| Literature DB >> 24498629 |
Francesco Lescai1, Elena Marasco2, Chiara Bacchelli3, Philip Stanier3, Vilma Mantovani4, Philip Beales3.
Abstract
The choice of an appropriate variant calling pipeline for exome sequencing data is becoming increasingly more important in translational medicine projects and clinical contexts. Within GOSgene, which facilitates genetic analysis as part of a joint effort of the University College London and the Great Ormond Street Hospital, we aimed to optimize a variant calling pipeline suitable for our clinical context. We implemented the GATK/Queue framework and evaluated the performance of its two callers: the classical UnifiedGenotyper and the new variant discovery tool HaplotypeCaller. We performed an experimental validation of the loss-of-function (LoF) variants called by the two methods using Sequenom technology. UnifiedGenotyper showed a total validation rate of 97.6% for LoF single-nucleotide polymorphisms (SNPs) and 92.0% for insertions or deletions (INDELs), whereas HaplotypeCaller was 91.7% for SNPs and 55.9% for INDELs. We confirm that GATK/Queue is a reliable pipeline in translational medicine and clinical context. We conclude that in our working environment, UnifiedGenotyper is the caller of choice, being an accurate method, with a high validation rate of error-prone calls like LoF variants. We finally highlight the importance of experimental validation, especially for INDELs, as part of a standard pipeline in clinical environments.Entities:
Keywords: GATK; pipelines; sequencing; variant calling
Year: 2013 PMID: 24498629 PMCID: PMC3907911 DOI: 10.1002/mgg3.42
Source DB: PubMed Journal: Mol Genet Genomic Med ISSN: 2324-9269 Impact factor: 2.183
Figure 1Comparison of the numbers of variants called by the UnifiedGenotyper and HaplotypeCaller. The specific variants identified by UnifiedGenotyper and HaplotypeCaller are shown as numbers within each circle. Variants common to both methods are in purple, whereas those unique to UnifiedGenotyper are in green and unique to HaplotyeCaller are in yellow. These represent (A) the total number of novel SNPs, (B) novel INDELs, (C) novel LoF SNPs, and (D) novel LoF INDELs (D).
Validation of variants by caller comparison
| Outcome | Intersection | UnifiedGenotyper only | HaplotypeCaller only |
|---|---|---|---|
| SNPs | |||
| Validated | 97 (98.0%) | 27 (96.4%) | 2 (22.2%) |
| Not validated | 2 (2.0%) | 1 (3.6%) | 7 (77.8%) |
| Fail | 3 | 0 | 1 |
| Total number of assays | 102 | 28 | 10 |
| Total number of working assays | 99 | 28 | 9 |
| INDELs | |||
| Validated | 35 (92.1%) | 11 (91.7%) | 3 (10.0%) |
| Not validated | 3 (7.9%) | 1 (8.3%) | 27 (90.0%) |
| Fail | 4 | 0 | 12 |
| Total number of assays | 42 | 12 | 42 |
| Total number of working assays | 38 | 12 | 30 |
The validation rates of LoF SNPs and INDEL calls from both methods (intersection) or uniquely called by UnifiedGenotyper or HaplotypeCaller. The failure rate of validation assays (fail) on the genotyping chip is given.
Figure 2Validation rates by caller comparison. The pies show the overall validation rate for LoF SNPs and INDELs called by UnifiedGenotyper and by HaplotypeCaller. HaplotypeCaller INDELs showed the lowest validation rate of 55.9% of the called variants (D).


● **Prompt**
Repeat each record that follows, keeping it identical.

● **Given entries**
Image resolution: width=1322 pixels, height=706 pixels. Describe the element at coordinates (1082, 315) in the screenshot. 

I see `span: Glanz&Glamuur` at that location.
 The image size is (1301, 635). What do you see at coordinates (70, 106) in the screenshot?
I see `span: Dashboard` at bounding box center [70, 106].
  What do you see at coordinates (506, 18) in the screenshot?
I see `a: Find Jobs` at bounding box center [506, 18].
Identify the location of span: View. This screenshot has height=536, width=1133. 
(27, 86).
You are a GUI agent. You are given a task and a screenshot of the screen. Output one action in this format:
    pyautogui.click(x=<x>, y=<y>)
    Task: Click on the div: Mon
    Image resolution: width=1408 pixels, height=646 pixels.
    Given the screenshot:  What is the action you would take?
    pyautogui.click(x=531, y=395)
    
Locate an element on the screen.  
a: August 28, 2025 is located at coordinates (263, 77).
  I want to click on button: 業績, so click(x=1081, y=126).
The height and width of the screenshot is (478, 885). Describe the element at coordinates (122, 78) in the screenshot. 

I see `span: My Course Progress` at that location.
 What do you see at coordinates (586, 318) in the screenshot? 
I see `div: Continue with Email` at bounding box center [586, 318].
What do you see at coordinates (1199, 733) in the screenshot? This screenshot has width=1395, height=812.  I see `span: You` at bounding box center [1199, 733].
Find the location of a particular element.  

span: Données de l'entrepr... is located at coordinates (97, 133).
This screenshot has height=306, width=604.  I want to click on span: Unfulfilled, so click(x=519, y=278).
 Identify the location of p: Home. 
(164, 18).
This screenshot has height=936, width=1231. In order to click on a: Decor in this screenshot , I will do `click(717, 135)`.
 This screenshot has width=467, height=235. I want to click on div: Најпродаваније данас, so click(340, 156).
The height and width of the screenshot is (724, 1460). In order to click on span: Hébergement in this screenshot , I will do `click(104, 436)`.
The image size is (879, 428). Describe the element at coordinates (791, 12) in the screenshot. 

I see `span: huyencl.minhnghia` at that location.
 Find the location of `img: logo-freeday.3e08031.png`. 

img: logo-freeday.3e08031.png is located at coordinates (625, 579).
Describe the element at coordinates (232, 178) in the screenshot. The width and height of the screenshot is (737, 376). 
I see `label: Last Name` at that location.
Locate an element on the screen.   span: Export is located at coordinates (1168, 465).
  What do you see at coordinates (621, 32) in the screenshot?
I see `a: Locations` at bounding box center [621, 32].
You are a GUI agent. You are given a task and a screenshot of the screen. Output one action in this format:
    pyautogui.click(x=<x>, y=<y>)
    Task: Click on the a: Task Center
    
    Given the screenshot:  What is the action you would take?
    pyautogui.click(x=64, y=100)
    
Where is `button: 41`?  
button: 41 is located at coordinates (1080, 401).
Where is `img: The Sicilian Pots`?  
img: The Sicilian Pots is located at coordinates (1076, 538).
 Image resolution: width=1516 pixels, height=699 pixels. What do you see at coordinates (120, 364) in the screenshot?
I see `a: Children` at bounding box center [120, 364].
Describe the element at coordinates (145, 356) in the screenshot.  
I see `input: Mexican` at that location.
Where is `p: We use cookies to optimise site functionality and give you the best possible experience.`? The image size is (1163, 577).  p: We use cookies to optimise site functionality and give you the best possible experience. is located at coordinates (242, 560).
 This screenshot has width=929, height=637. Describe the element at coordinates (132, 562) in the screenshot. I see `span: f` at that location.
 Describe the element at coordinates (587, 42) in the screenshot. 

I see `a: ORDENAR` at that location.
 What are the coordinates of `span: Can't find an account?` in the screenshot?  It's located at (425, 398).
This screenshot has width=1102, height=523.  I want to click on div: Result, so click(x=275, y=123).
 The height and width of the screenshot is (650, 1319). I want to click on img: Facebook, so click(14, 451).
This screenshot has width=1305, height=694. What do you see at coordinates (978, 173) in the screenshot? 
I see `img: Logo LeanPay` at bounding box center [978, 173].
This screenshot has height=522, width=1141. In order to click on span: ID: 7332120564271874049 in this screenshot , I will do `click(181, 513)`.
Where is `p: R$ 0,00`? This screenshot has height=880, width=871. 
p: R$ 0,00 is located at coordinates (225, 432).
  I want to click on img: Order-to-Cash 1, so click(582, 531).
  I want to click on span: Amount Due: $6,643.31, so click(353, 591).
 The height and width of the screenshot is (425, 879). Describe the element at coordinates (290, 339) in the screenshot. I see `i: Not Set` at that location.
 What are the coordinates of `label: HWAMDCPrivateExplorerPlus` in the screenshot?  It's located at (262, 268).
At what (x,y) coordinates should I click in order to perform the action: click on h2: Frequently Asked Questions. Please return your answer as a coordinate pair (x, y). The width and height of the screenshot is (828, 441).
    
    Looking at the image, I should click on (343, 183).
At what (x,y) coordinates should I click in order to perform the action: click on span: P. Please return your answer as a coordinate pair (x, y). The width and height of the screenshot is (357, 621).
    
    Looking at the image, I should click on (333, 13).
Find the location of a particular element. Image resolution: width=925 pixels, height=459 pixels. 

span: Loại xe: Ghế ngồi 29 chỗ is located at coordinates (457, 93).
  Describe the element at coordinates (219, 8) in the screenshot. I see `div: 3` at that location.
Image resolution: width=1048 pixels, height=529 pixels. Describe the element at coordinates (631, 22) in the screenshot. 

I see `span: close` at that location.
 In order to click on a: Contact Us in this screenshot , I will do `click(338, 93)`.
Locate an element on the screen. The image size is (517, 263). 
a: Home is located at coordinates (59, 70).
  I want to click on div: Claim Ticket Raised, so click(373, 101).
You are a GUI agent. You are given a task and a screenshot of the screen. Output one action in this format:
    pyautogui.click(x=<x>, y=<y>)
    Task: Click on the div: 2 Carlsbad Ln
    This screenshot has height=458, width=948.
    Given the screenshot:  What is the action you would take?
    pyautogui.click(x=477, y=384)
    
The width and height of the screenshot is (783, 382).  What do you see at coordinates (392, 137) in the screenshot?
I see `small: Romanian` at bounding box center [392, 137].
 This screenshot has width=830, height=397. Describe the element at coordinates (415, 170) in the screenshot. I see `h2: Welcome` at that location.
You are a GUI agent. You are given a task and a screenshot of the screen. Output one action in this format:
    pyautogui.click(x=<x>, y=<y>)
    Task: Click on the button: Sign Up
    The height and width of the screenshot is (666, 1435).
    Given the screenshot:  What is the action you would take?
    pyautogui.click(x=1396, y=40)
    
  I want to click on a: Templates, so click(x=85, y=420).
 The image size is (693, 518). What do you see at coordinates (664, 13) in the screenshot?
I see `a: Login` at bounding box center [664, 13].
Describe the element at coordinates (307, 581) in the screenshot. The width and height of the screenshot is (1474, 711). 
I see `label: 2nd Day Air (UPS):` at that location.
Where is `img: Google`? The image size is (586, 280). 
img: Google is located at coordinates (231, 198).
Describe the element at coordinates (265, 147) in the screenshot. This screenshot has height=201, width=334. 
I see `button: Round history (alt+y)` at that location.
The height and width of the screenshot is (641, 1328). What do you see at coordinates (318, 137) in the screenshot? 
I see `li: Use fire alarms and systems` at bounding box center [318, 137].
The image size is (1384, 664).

● **The answer**
Image resolution: width=1322 pixels, height=706 pixels. Describe the element at coordinates (1082, 315) in the screenshot. 

I see `span: Glanz&Glamuur` at that location.
 The image size is (1301, 635). What do you see at coordinates (70, 106) in the screenshot?
I see `span: Dashboard` at bounding box center [70, 106].
  What do you see at coordinates (506, 18) in the screenshot?
I see `a: Find Jobs` at bounding box center [506, 18].
Identify the location of span: View. This screenshot has height=536, width=1133. 
(27, 86).
You are a GUI agent. You are given a task and a screenshot of the screen. Output one action in this format:
    pyautogui.click(x=<x>, y=<y>)
    Task: Click on the div: Mon
    Image resolution: width=1408 pixels, height=646 pixels.
    Given the screenshot:  What is the action you would take?
    pyautogui.click(x=531, y=395)
    
Locate an element on the screen.  
a: August 28, 2025 is located at coordinates (263, 77).
  I want to click on button: 業績, so click(x=1081, y=126).
The height and width of the screenshot is (478, 885). Describe the element at coordinates (122, 78) in the screenshot. 

I see `span: My Course Progress` at that location.
 What do you see at coordinates (586, 318) in the screenshot? 
I see `div: Continue with Email` at bounding box center [586, 318].
What do you see at coordinates (1199, 733) in the screenshot? This screenshot has width=1395, height=812.  I see `span: You` at bounding box center [1199, 733].
Find the location of a particular element.  

span: Données de l'entrepr... is located at coordinates (97, 133).
This screenshot has height=306, width=604.  I want to click on span: Unfulfilled, so click(x=519, y=278).
 Identify the location of p: Home. 
(164, 18).
This screenshot has height=936, width=1231. In order to click on a: Decor in this screenshot , I will do `click(717, 135)`.
 This screenshot has width=467, height=235. I want to click on div: Најпродаваније данас, so click(340, 156).
The height and width of the screenshot is (724, 1460). In order to click on span: Hébergement in this screenshot , I will do `click(104, 436)`.
The image size is (879, 428). Describe the element at coordinates (791, 12) in the screenshot. 

I see `span: huyencl.minhnghia` at that location.
 Find the location of `img: logo-freeday.3e08031.png`. 

img: logo-freeday.3e08031.png is located at coordinates (625, 579).
Describe the element at coordinates (232, 178) in the screenshot. The width and height of the screenshot is (737, 376). 
I see `label: Last Name` at that location.
Locate an element on the screen.   span: Export is located at coordinates (1168, 465).
  What do you see at coordinates (621, 32) in the screenshot?
I see `a: Locations` at bounding box center [621, 32].
You are a GUI agent. You are given a task and a screenshot of the screen. Output one action in this format:
    pyautogui.click(x=<x>, y=<y>)
    Task: Click on the a: Task Center
    
    Given the screenshot:  What is the action you would take?
    pyautogui.click(x=64, y=100)
    
Where is `button: 41`?  
button: 41 is located at coordinates (1080, 401).
Where is `img: The Sicilian Pots`?  
img: The Sicilian Pots is located at coordinates (1076, 538).
 Image resolution: width=1516 pixels, height=699 pixels. What do you see at coordinates (120, 364) in the screenshot?
I see `a: Children` at bounding box center [120, 364].
Describe the element at coordinates (145, 356) in the screenshot.  
I see `input: Mexican` at that location.
Where is `p: We use cookies to optimise site functionality and give you the best possible experience.`? The image size is (1163, 577).  p: We use cookies to optimise site functionality and give you the best possible experience. is located at coordinates (242, 560).
 This screenshot has width=929, height=637. Describe the element at coordinates (132, 562) in the screenshot. I see `span: f` at that location.
 Describe the element at coordinates (587, 42) in the screenshot. 

I see `a: ORDENAR` at that location.
 What are the coordinates of `span: Can't find an account?` in the screenshot?  It's located at (425, 398).
This screenshot has width=1102, height=523.  I want to click on div: Result, so click(x=275, y=123).
 The height and width of the screenshot is (650, 1319). I want to click on img: Facebook, so click(14, 451).
This screenshot has width=1305, height=694. What do you see at coordinates (978, 173) in the screenshot? 
I see `img: Logo LeanPay` at bounding box center [978, 173].
This screenshot has height=522, width=1141. In order to click on span: ID: 7332120564271874049 in this screenshot , I will do `click(181, 513)`.
Where is `p: R$ 0,00`? This screenshot has height=880, width=871. 
p: R$ 0,00 is located at coordinates (225, 432).
  I want to click on img: Order-to-Cash 1, so click(582, 531).
  I want to click on span: Amount Due: $6,643.31, so click(353, 591).
 The height and width of the screenshot is (425, 879). Describe the element at coordinates (290, 339) in the screenshot. I see `i: Not Set` at that location.
 What are the coordinates of `label: HWAMDCPrivateExplorerPlus` in the screenshot?  It's located at (262, 268).
At what (x,y) coordinates should I click in order to perform the action: click on h2: Frequently Asked Questions. Please return your answer as a coordinate pair (x, y). The width and height of the screenshot is (828, 441).
    
    Looking at the image, I should click on (343, 183).
At what (x,y) coordinates should I click in order to perform the action: click on span: P. Please return your answer as a coordinate pair (x, y). The width and height of the screenshot is (357, 621).
    
    Looking at the image, I should click on (333, 13).
Find the location of a particular element. Image resolution: width=925 pixels, height=459 pixels. 

span: Loại xe: Ghế ngồi 29 chỗ is located at coordinates (457, 93).
  Describe the element at coordinates (219, 8) in the screenshot. I see `div: 3` at that location.
Image resolution: width=1048 pixels, height=529 pixels. Describe the element at coordinates (631, 22) in the screenshot. 

I see `span: close` at that location.
 In order to click on a: Contact Us in this screenshot , I will do `click(338, 93)`.
Locate an element on the screen. The image size is (517, 263). 
a: Home is located at coordinates (59, 70).
  I want to click on div: Claim Ticket Raised, so click(373, 101).
You are a GUI agent. You are given a task and a screenshot of the screen. Output one action in this format:
    pyautogui.click(x=<x>, y=<y>)
    Task: Click on the div: 2 Carlsbad Ln
    This screenshot has height=458, width=948.
    Given the screenshot:  What is the action you would take?
    pyautogui.click(x=477, y=384)
    
The width and height of the screenshot is (783, 382).  What do you see at coordinates (392, 137) in the screenshot?
I see `small: Romanian` at bounding box center [392, 137].
 This screenshot has width=830, height=397. Describe the element at coordinates (415, 170) in the screenshot. I see `h2: Welcome` at that location.
You are a GUI agent. You are given a task and a screenshot of the screen. Output one action in this format:
    pyautogui.click(x=<x>, y=<y>)
    Task: Click on the button: Sign Up
    The height and width of the screenshot is (666, 1435).
    Given the screenshot:  What is the action you would take?
    pyautogui.click(x=1396, y=40)
    
  I want to click on a: Templates, so click(x=85, y=420).
 The image size is (693, 518). What do you see at coordinates (664, 13) in the screenshot?
I see `a: Login` at bounding box center [664, 13].
Describe the element at coordinates (307, 581) in the screenshot. The width and height of the screenshot is (1474, 711). 
I see `label: 2nd Day Air (UPS):` at that location.
Where is `img: Google`? The image size is (586, 280). 
img: Google is located at coordinates (231, 198).
Describe the element at coordinates (265, 147) in the screenshot. This screenshot has height=201, width=334. 
I see `button: Round history (alt+y)` at that location.
The height and width of the screenshot is (641, 1328). What do you see at coordinates (318, 137) in the screenshot? 
I see `li: Use fire alarms and systems` at bounding box center [318, 137].
The image size is (1384, 664).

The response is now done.